If you’re in the market for safe, sustainable energy in New York, the Indian Point nuclear plant just isn’t for you.
The risks associated with continuing to operate Indian Point should make you more than a little relieved that this increasingly unsafe, half-century old plant will finally close, on April 30, under the landmark 2017 agreement that Riverkeeper concluded with the State of New York and plant owner, Entergy. And, when you couple how much safer we’ll be without Indian Point with the revolution in renewables and energy efficiency that the plant’s impending shutdown has helped to trigger, you’ll know that closing Indian Point is the only way to assure clean and safe energy for New York.
Too old, too unsafe, too harmful
The need to close Indian Point to protect public safety is well documented. In one 12-month period, just before the 2017 closure agreement, Indian Point suffered seven major malfunctions — pump and power failures, a transformer explosion, radiation leaks, a fire and an oil spill. Then, as if to put an exclamation point on the case for closure, inspection results released just after the 2017 agreement was signed showed that 27% of the bolts which hold together the core of Indian Point Reactor 2, were impaired or missing and a subsequent inspection of Unit 3 revealed 31% of its bolts were also damaged — by far the worst results of any reactors worldwide.
A 2011 Nuclear Regulatory Commission study rated Indian Point number one for risk of meltdown due to earthquake, and a 2003 study commissioned by then-Gov. George Pataki concluded that the plant’s evacuation plan would fail to protect the tens of millions who live in the region in an emergency. The NRC has consistently enabled the operator of Indian Point by looking the other way on safety issues, even permitting the plant to evade federal fire safety standards governing the electrical cables that the plant would rely upon in an emergency.
Indian Point imperils our environment in other ways, as well. Its once-through water cooling system violates the Clean Water Act and kills over a billion fish, eggs and fish larvae each year, as it withdraws up to 2 billion gallons per day in cooling water from the Hudson, which has contributed for decades to the decline of the Hudson River ecosystem. Add that to the risk of accident at Indian Point, and it’s clear why the plant needs to shut down.

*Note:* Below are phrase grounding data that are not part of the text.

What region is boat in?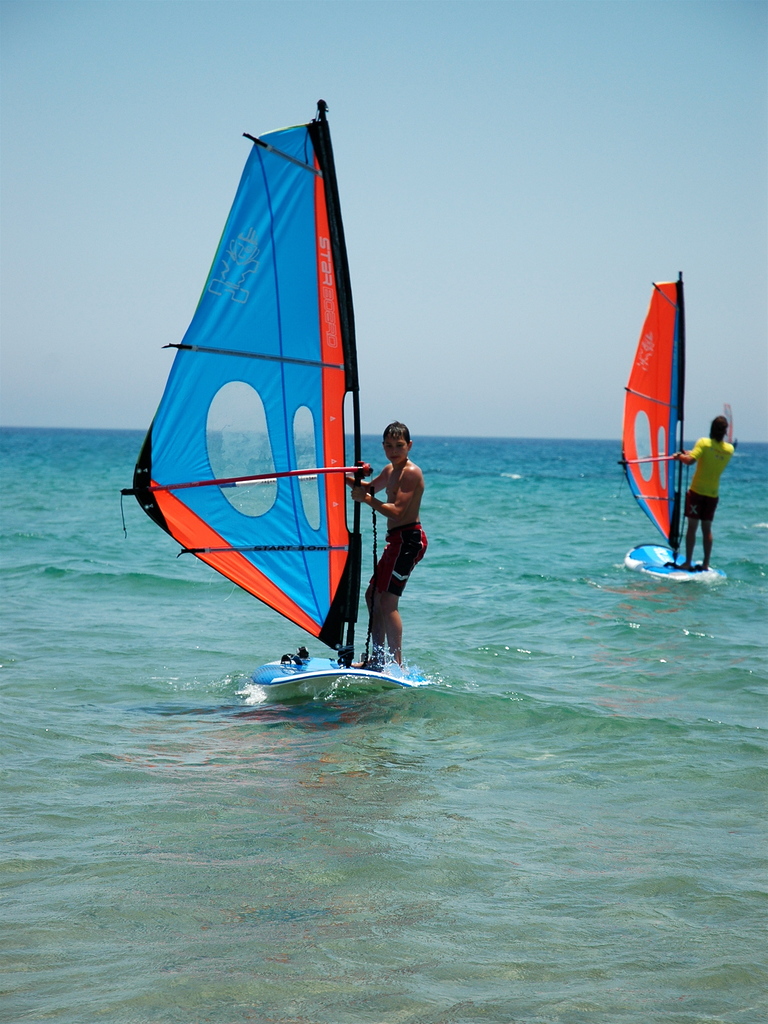
pyautogui.locateOnScreen(610, 269, 715, 589).
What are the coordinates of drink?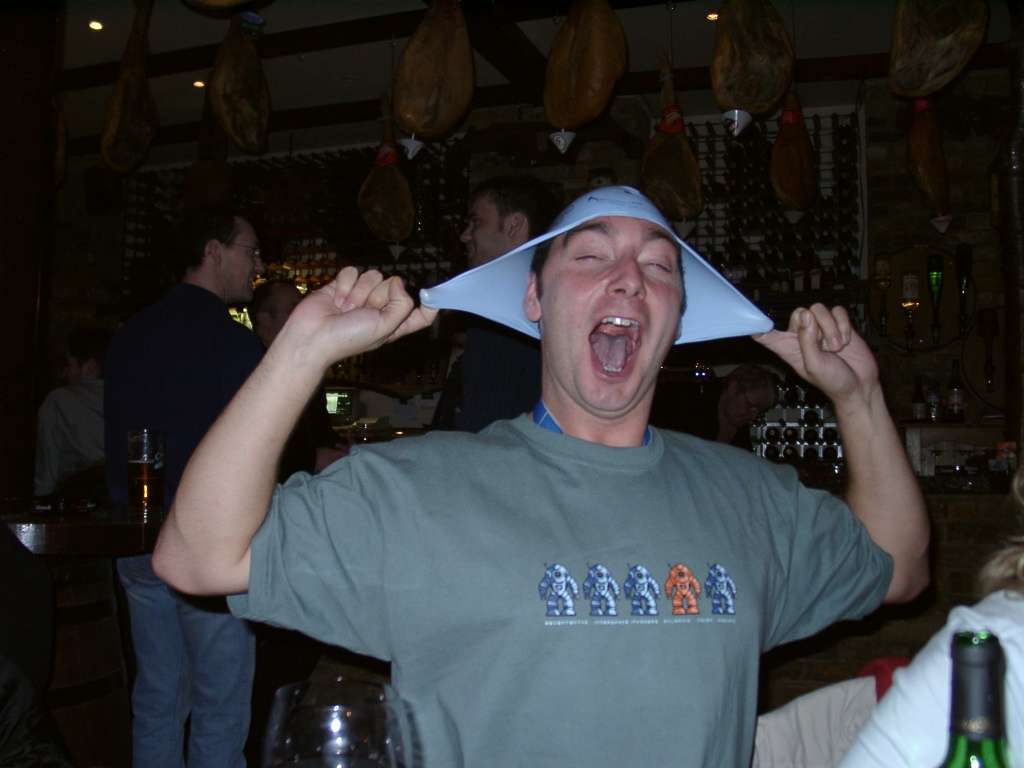
904,272,919,318.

The revolution in NY’s energy supply since the 2017 Indian Point Closure agreement
Since the agreement to close Indian Point was signed in 2017, New York has taken aggressive action to reduce reliance on this plant and on fossil fuel-generated power, by ramping up on renewables and energy efficiency. In fact, annual renewable generation and energy efficiency savings between 2017 and 2020 increased by 6,550 gigawatt hours statewide, more than half the output of Indian Point. This includes an increase in annual generation of roughly 430 GWh from utility-scale solar, 970 GWh from small-scale distributed solar, 450 GWh from onshore wind, and about 4,700 GWh in cumulative energy efficiency savings relative to 2016. During this same period, use of natural gas was cut by nearly 9,000 GWh, more than the entire output of Indian Point Reactor 2, which closed in 2020.

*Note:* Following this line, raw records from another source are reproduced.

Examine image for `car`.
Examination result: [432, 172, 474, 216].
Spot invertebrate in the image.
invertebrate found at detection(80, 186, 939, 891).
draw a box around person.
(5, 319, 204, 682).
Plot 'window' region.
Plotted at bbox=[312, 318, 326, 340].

Thanks in part to the state’s groundbreaking 2019 Climate Leadership and Community Protection Act (CLCPA), additional clean resources now in operation or under development will contribute another 20,000 GWh annually by 2024, exceeding Indian Point’s annual generation of 16,334 GWh. Beyond these impressive totals, we can count on another 4,300 MW in offshore wind capacity, through the five different offshore wind projects New York State has in active development, as well.
As shown below, the renewable energy and energy efficiency projects coming on line between 2017, when Indian Point’s closure was announced, and 2025 will provide nearly triple the total amount of power Indian Point once generated.

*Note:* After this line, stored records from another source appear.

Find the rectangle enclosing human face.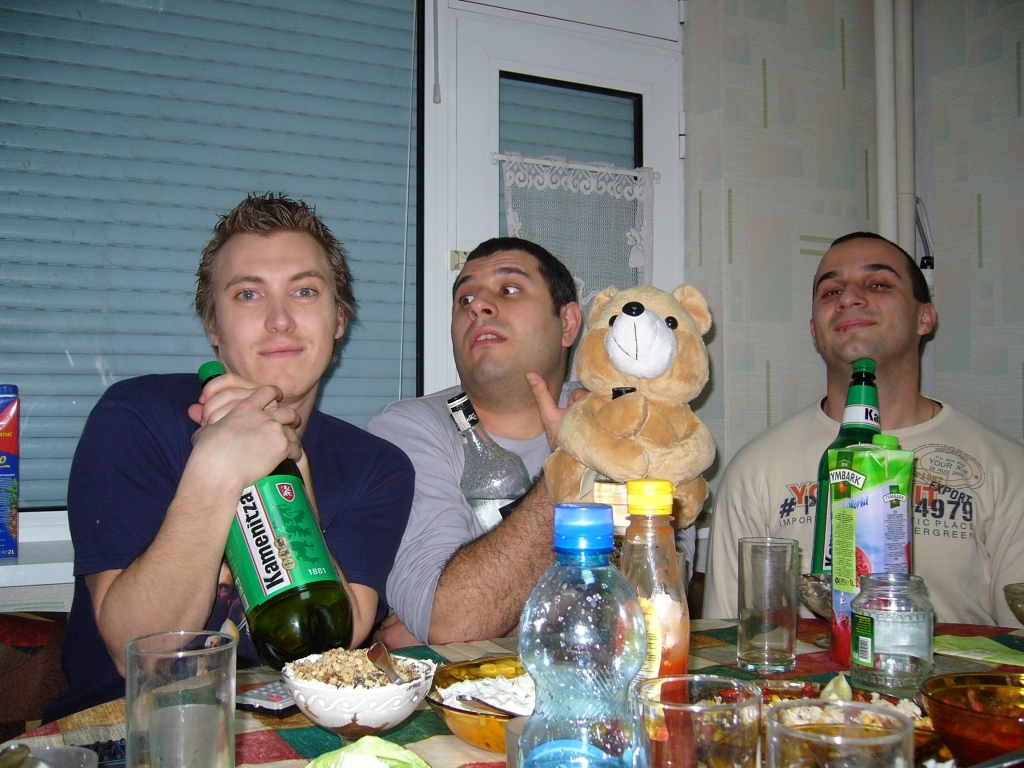
x1=803, y1=236, x2=917, y2=358.
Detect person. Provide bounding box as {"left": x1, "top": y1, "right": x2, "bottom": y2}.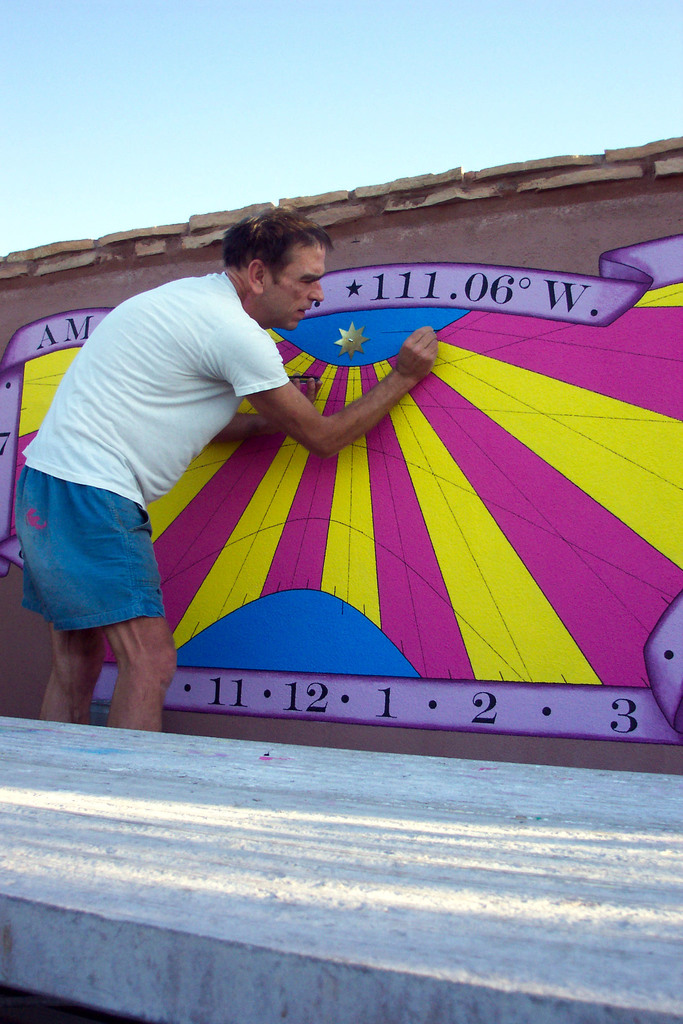
{"left": 5, "top": 198, "right": 450, "bottom": 736}.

As to gas-fired plants currently online: Indian Point’s closure will not save them; cheaper renewables, demand reduction and the CLCPA will put them out of business. Driven by the boom in hydrofracking, which New York banned as unsafe in 2014, gas-fired power generation much of the U.S. is “significantly overbuilt” today, and the drive to reduce carbon emissions will make any future investments in new gas generation risky, according to a report published in January by the Institute for Energy Economics and Financial Analysis. Not surprisingly, almost all new U.S. power plants built in 2021 will be carbon-free, as cheap wind and solar power, coupled with plummeting battery storage prices, take over the market.
You can see how near we are to clean, safe, Indian Point-free power, in this one chart, from a recent report commissioned by the New York Independent System Operator, which manages the state’s grid:
The risks posed by continued operations at the half-century old, increasingly unsafe Indian Point nuclear plant are too well documented to ignore. And, the progress on renewables and efficiency we’ve made since the Indian Point closure agreement in 2017 means we won’t miss the power Indian Point once generated. New York will be safer, more secure and well on the way to a truly safe and sustainable energy supply, when Indian Point’s long-awaited closure takes place, on schedule, this April 30.